While I’ve never published a research paper and have no plans to do so, I realized I don’t even know how the process works. These are the bits and pieces I think I know (probably wrong about some):
Papers are annoying 2-column pdfs
Getting a paper published takes a lot of work beyond the research itself
When a paper has multiple collaborators or a student/professor relationship, there’s an awkward political negotiation about whose name is included and whose name goes first, last, or in the middle of the list
There are multiple journals you can submit to and maybe none will accept you, or maybe you’ll get multiple offers and then I don’t know if you have to pick one at most
When you submit a paper to a journal, the journal sends it out to your peers who submit anonymous feedback before publishing, which seems like more trouble than it’s worth these days because the peers might be slow or unfair, or be playing a zero-sum game competing with you
Many academic conferences have their own associated journals which you can submit papers to and in some cases getting accepted to that conference-journal means you get to give a talk at that conference
Paid-access journals currently have a monopoly on high-status research publication, and academia is stuck in this local maximum that’s hard to dislodge without a coordinated effort to agree on how to publish in a high-status place that isn’t a paid journal, and in the meantime the journals get to rent-seek in a way that tragically/comically undermines the ideal of academic research not being a capitalist enterprise
arXiv is a place where you can upload papers for free and people can download them for free, thereby bypassing the journals to some degree
Sci-hub lets anyone illegally download pirated papers that normally require access to a paid journal
Publishing papers is a valuable thing to do because it gives the content of the paper and its author(s) a certain social legitimacy, and allows future research to frictionlessly cite your findings
Can someone confirm or correct my impressions, and elaborate on any other interesting parts?
[Question] How does publishing a paper work?

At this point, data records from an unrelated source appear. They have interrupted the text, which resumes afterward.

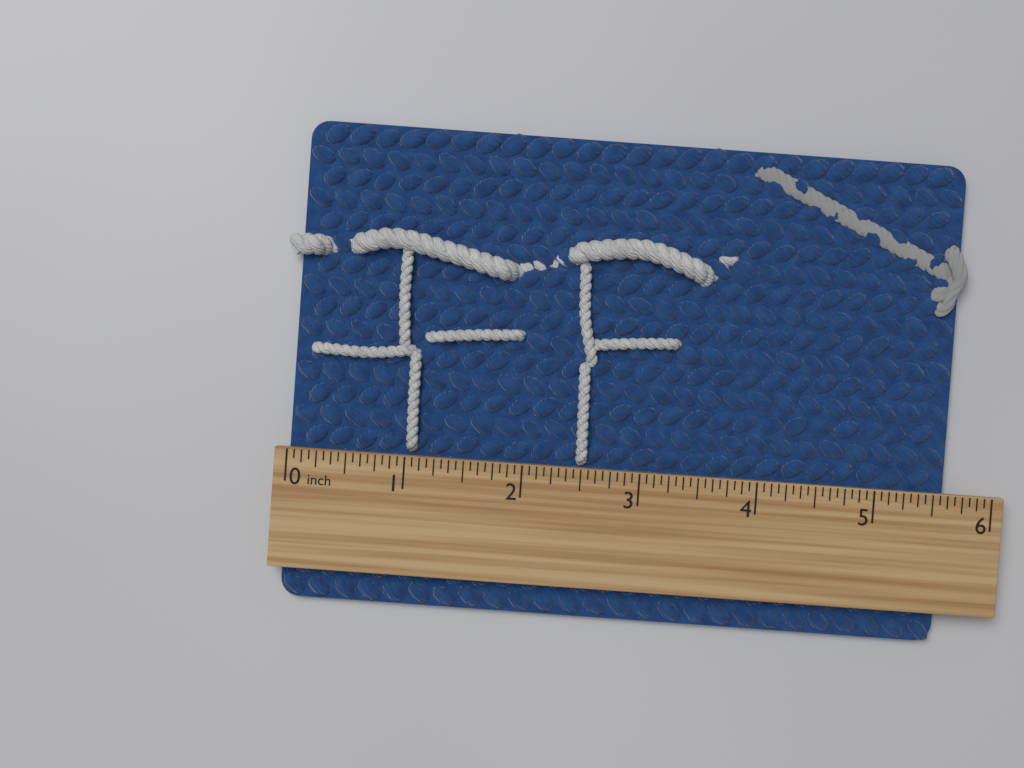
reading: 5.6250 inch
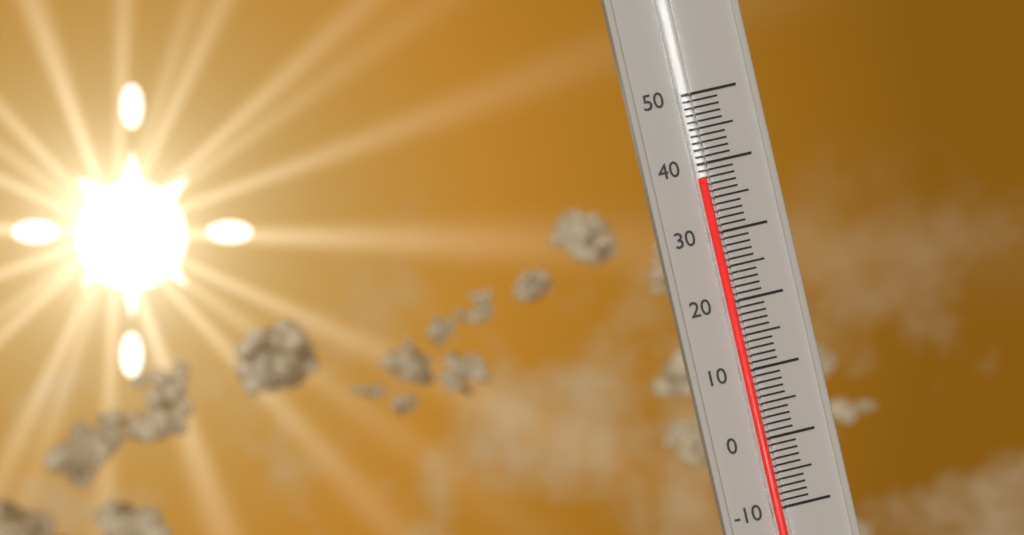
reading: 38 (no unit)
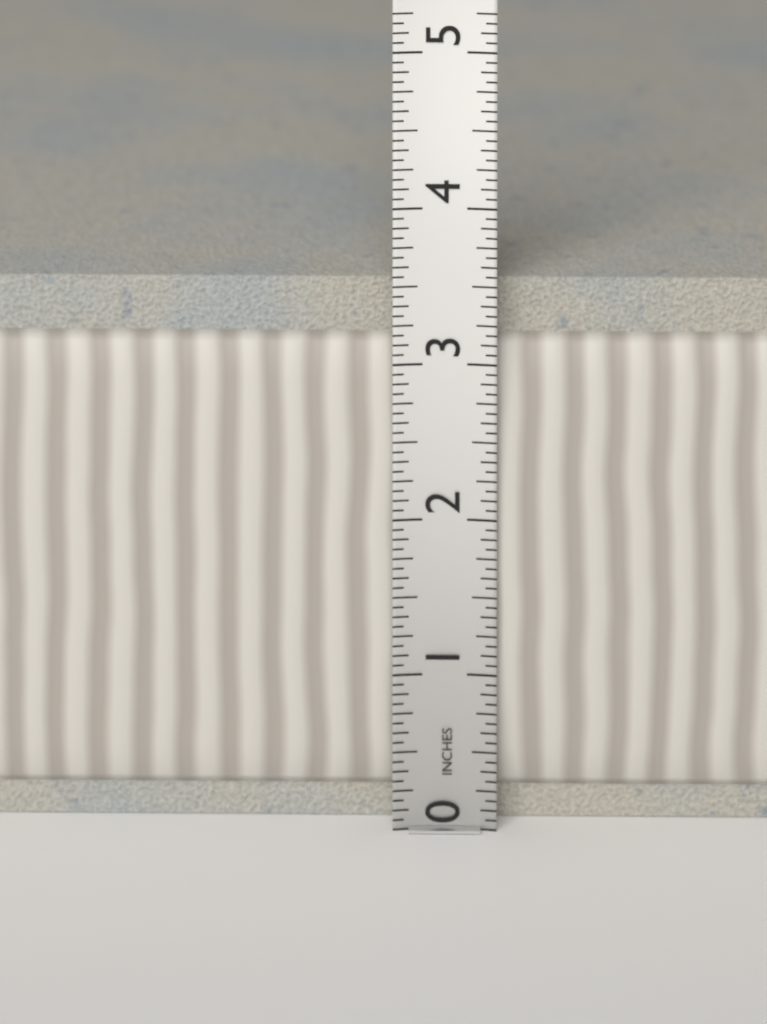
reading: 3.5000 in
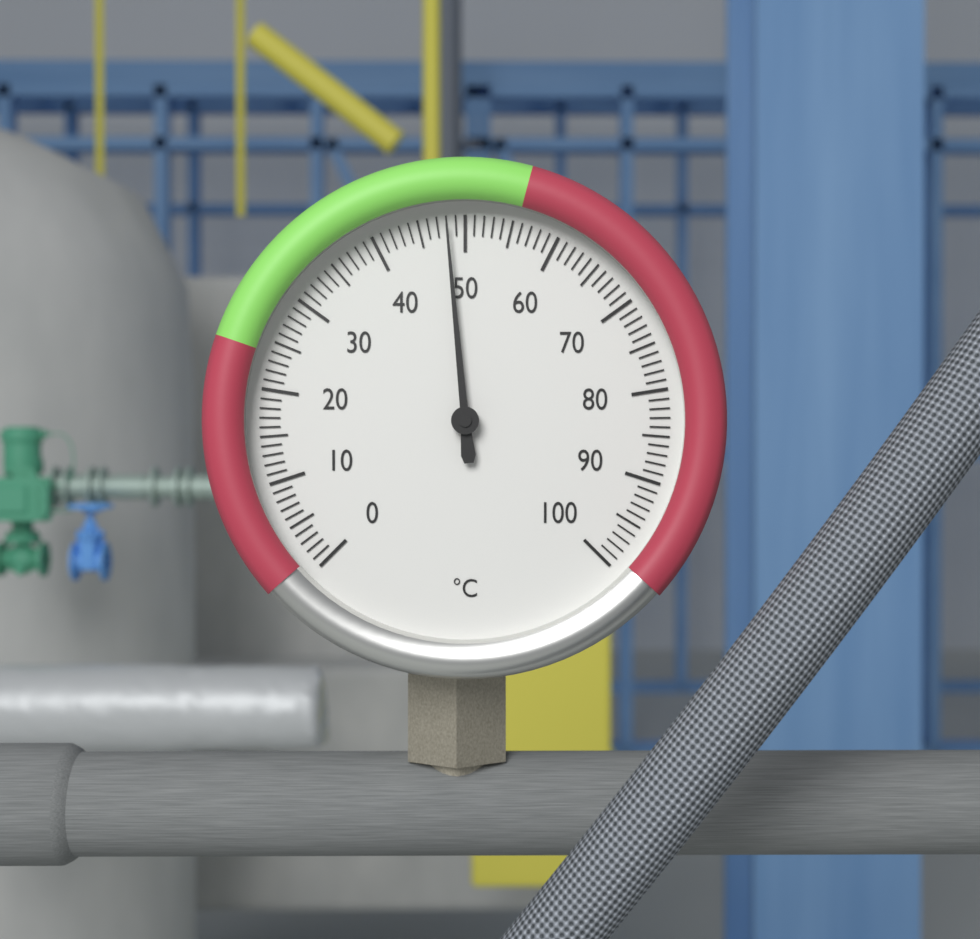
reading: 48 °C
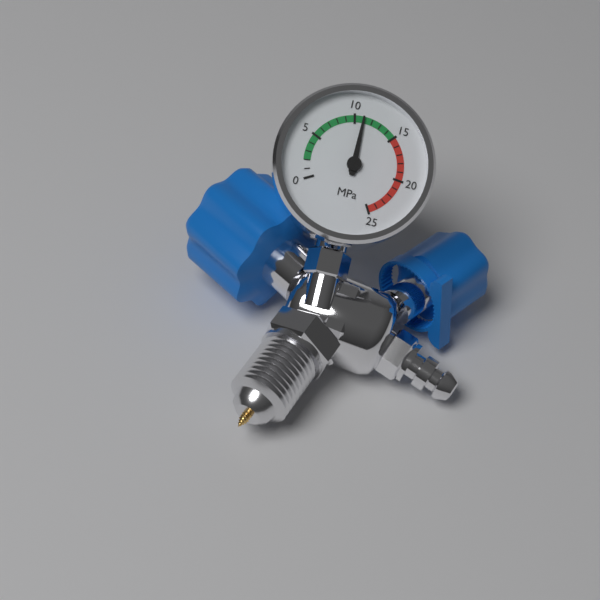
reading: 11 MPa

While I’ve never published a research paper and have no plans to do so, I realized I don’t even know how the process works. These are the bits and pieces I think I know (probably wrong about some):
Papers are annoying 2-column pdfs
Getting a paper published takes a lot of work beyond the research itself
When a paper has multiple collaborators or a student/professor relationship, there’s an awkward political negotiation about whose name is included and whose name goes first, last, or in the middle of the list
There are multiple journals you can submit to and maybe none will accept you, or maybe you’ll get multiple offers and then I don’t know if you have to pick one at most
When you submit a paper to a journal, the journal sends it out to your peers who submit anonymous feedback before publishing, which seems like more trouble than it’s worth these days because the peers might be slow or unfair, or be playing a zero-sum game competing with you
Many academic conferences have their own associated journals which you can submit papers to and in some cases getting accepted to that conference-journal means you get to give a talk at that conference
Paid-access journals currently have a monopoly on high-status research publication, and academia is stuck in this local maximum that’s hard to dislodge without a coordinated effort to agree on how to publish in a high-status place that isn’t a paid journal, and in the meantime the journals get to rent-seek in a way that tragically/comically undermines the ideal of academic research not being a capitalist enterprise
arXiv is a place where you can upload papers for free and people can download them for free, thereby bypassing the journals to some degree
Sci-hub lets anyone illegally download pirated papers that normally require access to a paid journal
Publishing papers is a valuable thing to do because it gives the content of the paper and its author(s) a certain social legitimacy, and allows future research to frictionlessly cite your findings
Can someone confirm or correct my impressions, and elaborate on any other interesting parts?